Capitalism Has Never Failed Us By Cylon2036 We/Us
The beauty of capitalism is that every human interaction can be transformed into a revenue stream. Friendship? Subscription service. Romantic relationships? Premium membership tier. Breathing? Freemium model with pop-up ads in between inhalations. Everything can be monetized, confirming the expert consensus that global free market capitalism has never failed us.
It is time to put to rest one of the most outrageous myths ever propagated upon humanity, that free market capitalism is fatally flawed. The evidence to the contrary is overwhelming. Whenever there is a financial crisis, a housing crisis, an environmental crisis, a healthcare crisis, a debt crisis, or a crisis involving people being unable to afford food, shelter, or medicine, it simply demonstrates that there was not enough free market capitalism. The solution, as always, is more of the thing that critics allege caused the problems.
If a bridge collapses, privatize the river. If wages stagnate, deregulate industries. If children cannot afford school lunches, introduce a competitive bidding process for calories. The market knows best. Critics often point to economic inequality and complain that a handful of billionaires possess more wealth than entire nations. But this merely reflects the natural order of things. In nature, lions eat gazelles and eagles eat rabbits. Hedge fund managers purchase their third super-yacht while teachers compare grocery prices. This is what smart economists refer to as “efficiency.”
Market forces are so wise that they can solve every problem, except those they allegedly create, with the best ideas ever conceived by the human mind. History teaches us that providing universal healthcare leads to catastrophe. First, people receive medical treatment, then they become accustomed to surviving illnesses. The next things they’ll want are affordable education and transportation, clean drinking water, and retirement pensions. Before long, citizens will begin expecting affordable cellphones and internet. Civilization will rapidly descend into chaos.
The slippery slope is obvious. Today it is public healthcare, tomorrow it’s affordable food and housing. The next day, children will be reading books without first obtaining venture capital funding. Soon enough, grandmothers are receiving prescription medication without maximizing shareholder value. Society cannot endure such recklessness. Imagine a world in which housing is viewed as shelter rather than an investment vehicle. Imagine a world in which corporations do not possess constitutional rights, and lobbying divisions larger than some national governments. The horror is too difficult to contemplate.

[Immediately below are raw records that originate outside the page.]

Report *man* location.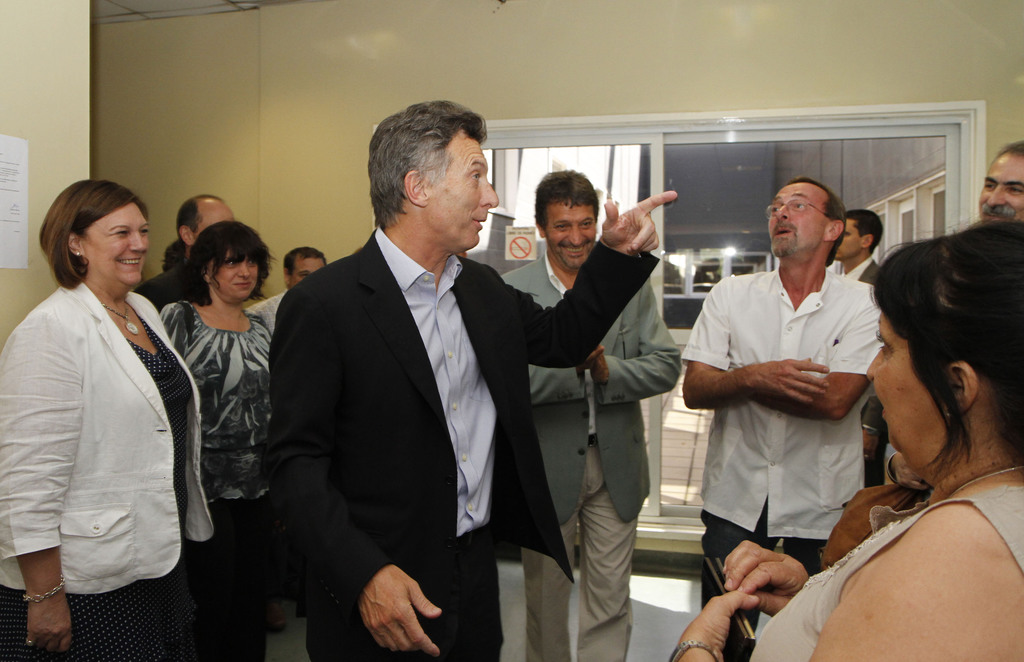
Report: <bbox>687, 181, 897, 615</bbox>.
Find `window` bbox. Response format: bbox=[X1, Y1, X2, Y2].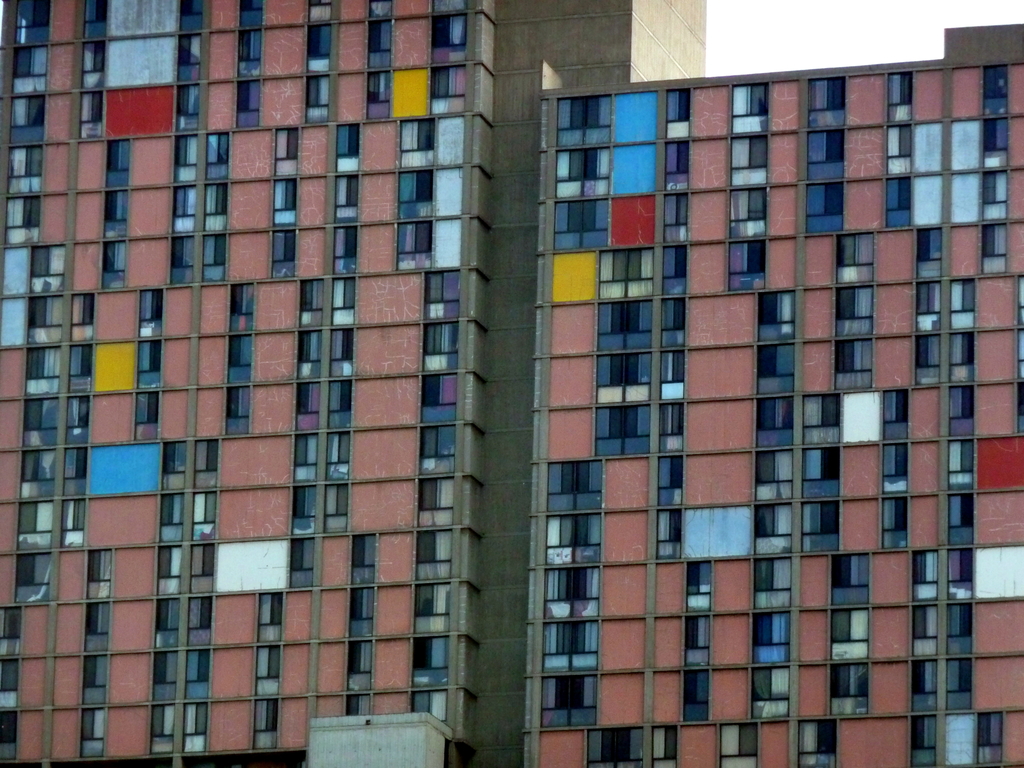
bbox=[596, 408, 647, 451].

Opponents to the free market point to countries with universal healthcare, affordable education, lower poverty rates, and strong social safety nets. Fortunately, free market advocates have developed a sophisticated rebuttal by simply changing the subject. Besides, non market based solutions suffer from a serious flaw where they assume that society should occasionally organize itself around human needs rather than quarterly earnings reports and higher stock market capitalization. Such dangerous extremism threatens the very foundation of civilization.
Thankfully, free market capitalism continues to guide humanity toward a brighter future in which every forest can become pulp and paper, every conversation can become data, every hobby can become a side hustle, and every waking moment can be optimized for shareholder returns. Some pessimists claim this trajectory is unsustainable, yet these same doubters have been wrong for decades. They warned about financial bubbles, ecological collapse, monopolization, regulatory capture, and wealth concentration. Fortunately, their concerns are irrelevant, evidenced by the rising stock prices over dozens of consecutive quarters.
Free market capitalism has never failed us. Any appearance of failure is merely evidence that reality itself requires further deregulation. Meanwhile, non-market based solutions remain the greatest threat to humanity because they stubbornly insist that economies should occasionally serve citizens rather than investment portfolios. Let us therefore celebrate the market’s unmatched wisdom. Let us privatize the moon, securitize rainfall, tokenize affection, and auction naming rights to the atmosphere. Only then can humanity finally achieve its highest aspiration, with perpetual and unlimited economic growth on a finite planet.